Child Support and Reentry

Topics:
Community Supervision: Probation and Parole
Correctional Supervision: Prisons and Jails
Criminal and Juvenile Records
Family Engagement
Second Chance Month


Child Support and Reentry report coverAs a part of their Addressing Challenges in Reentry and Human Services series of white papers addressing the payment of fines and fees, securing employment, and access to human services post-release, the National Institute of Justice  (NIJ) released this white paper focused on what social scientists and policy analysts have learned about how child support, criminal justice, and reentry are related.

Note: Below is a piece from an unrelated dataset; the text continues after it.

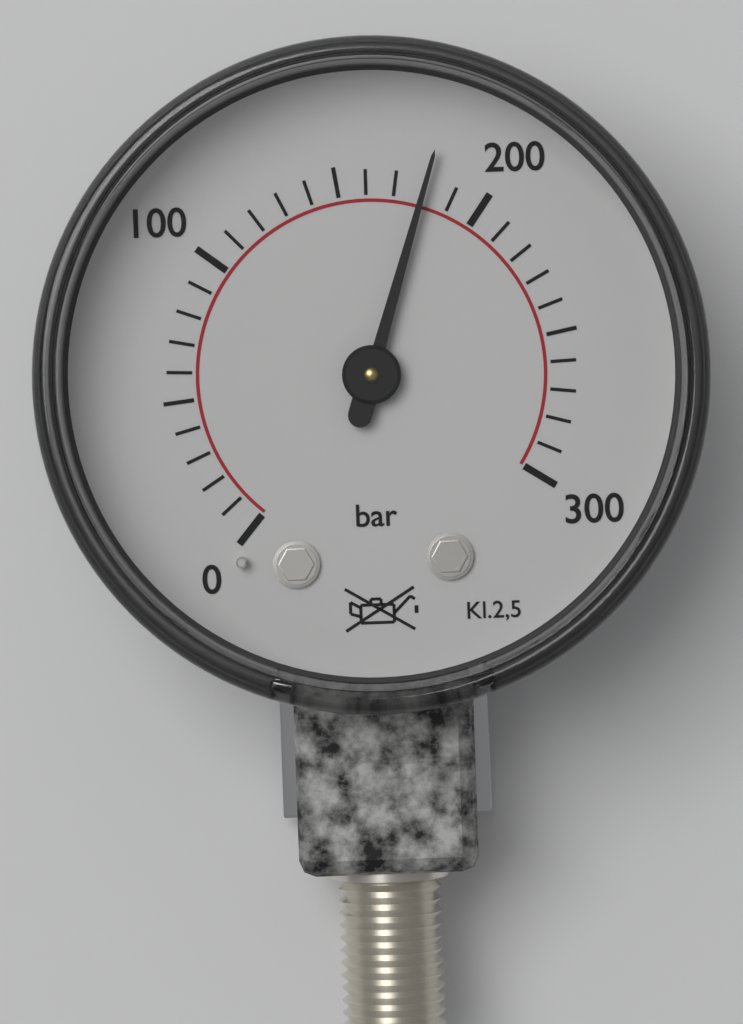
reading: 180 bar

According to the report's authors, over the past four decades, the United States has experienced an expansion of the criminal justice system and the public child support system. There are now over two million citizens in U.S. prisons and jails and another five million under correctional supervision. The child support system also has grown to new levels. Over the past 30 years, there has been a tenfold increase in child support debt. The majority of the 5.5 million parents who owe this debt, according to the authors, have extremely low incomes.

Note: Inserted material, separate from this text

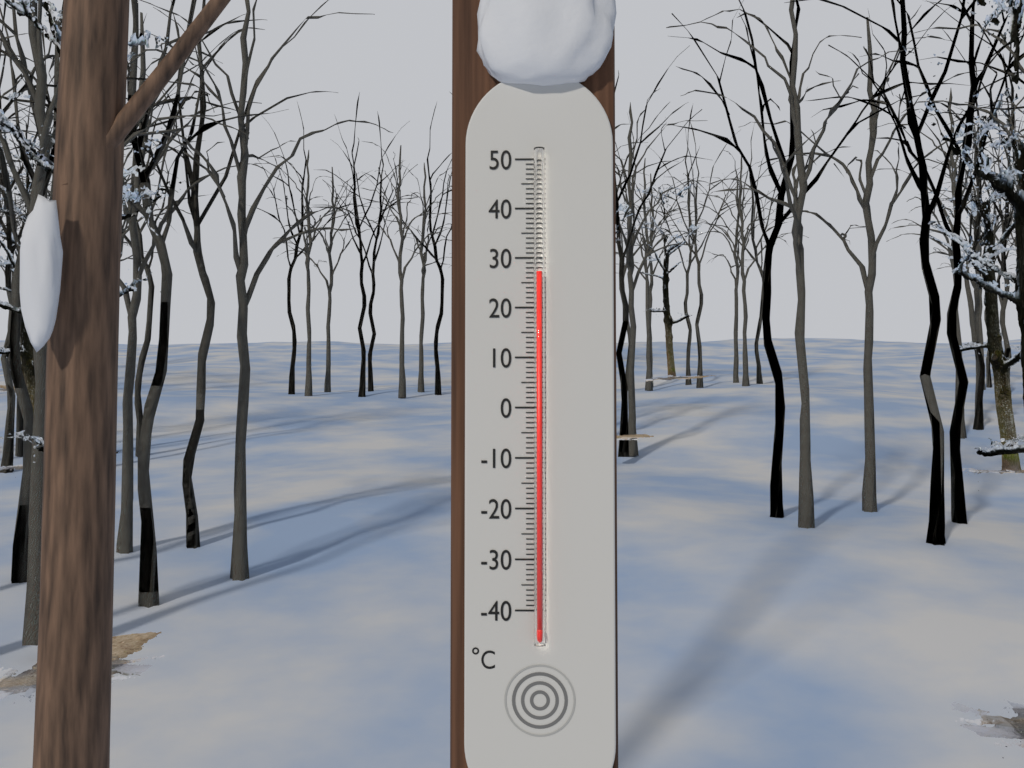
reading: 27 °C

This report discusses that, in many respects, developments in these two public arenas are interconnected, with rising imprisonment contributing to rising child support debt and rising child support debt contributing to rising imprisonment. Parents caught in the middle of these trends can find their post-prison reintegration particularly difficult and challenging, say the authors. Social scientists and researchers have only recently begun to analyze these interconnections. There is now an emergent body of research that addresses how criminal justice and child support work together to shape reentry for this population of parents.